Morden is now supervising the archives of the Volcker committee, which ended its inquiry into Oil-for-Food in October, but has agreed to make some documentation available until at least March 31st to judicial authorities of countries conducting their own investigations (after which there is serious danger the Volcker committee may hand over the archives to the shredder-prone mercies of the U.N.). In reply to a query about whether Morden's current responsibilities might entail a conflict of interest, a Volcker committee spokesman says Morden “continues to recuse himself from any inquiries that touch on Mr. Strong.”
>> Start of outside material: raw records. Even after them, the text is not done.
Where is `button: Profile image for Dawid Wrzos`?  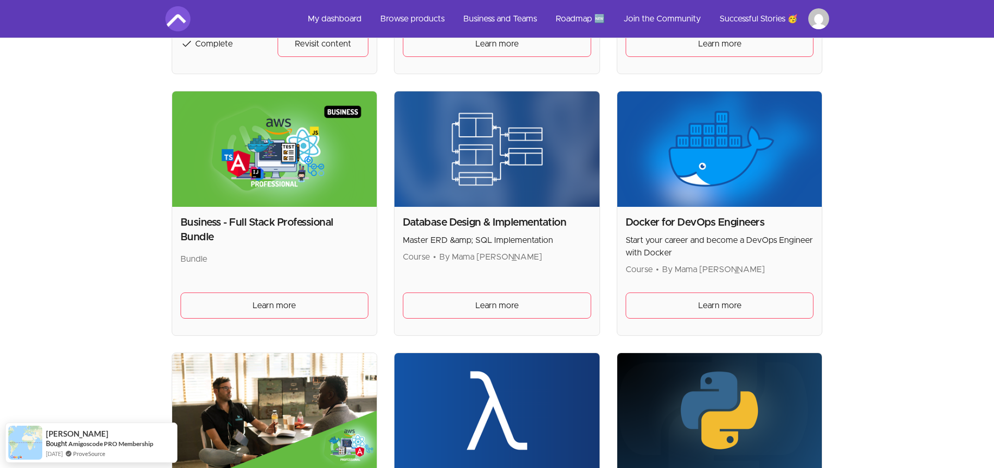 button: Profile image for Dawid Wrzos is located at coordinates (819, 19).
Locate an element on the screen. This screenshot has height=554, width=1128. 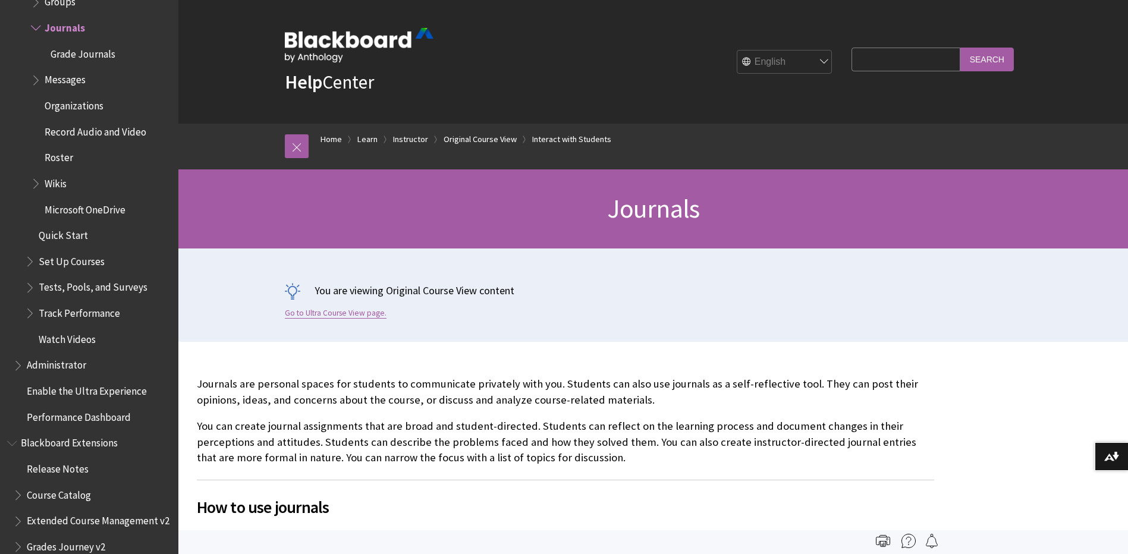
span: Extended Course Management v2 is located at coordinates (98, 519).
Whatever the reason Volcker's needle skipped right over Strong's role in that 1997 transfiguring moment of Annan's Oil-for-Food “reform,” other investigators, or perhaps Strong himself, might yet provide some better insight into that busy season. If Strong was not the author of the Iraq-program office, perhaps he can tell us who on his small team was. Best of all — improbable though it may sound in a U.N. universe — would be for the Volcker committee and the U.N. itself to allow public access to the archives. It would pose no threat to the innocent — and that may well include Maurice Strong — to let the public peruse the full records of whatever discussion went on inside the U.N. over the decision to create an “Office of the Iraq Programme,” which pretty much conformed to what Saddam reportedly desired, and which Saddam then powerfully exploited to corrupt the biggest humanitarian effort in the history of the U.N.

— Claudia Rosett is a journalist in residence at the Foundation for the Defense of Democracies.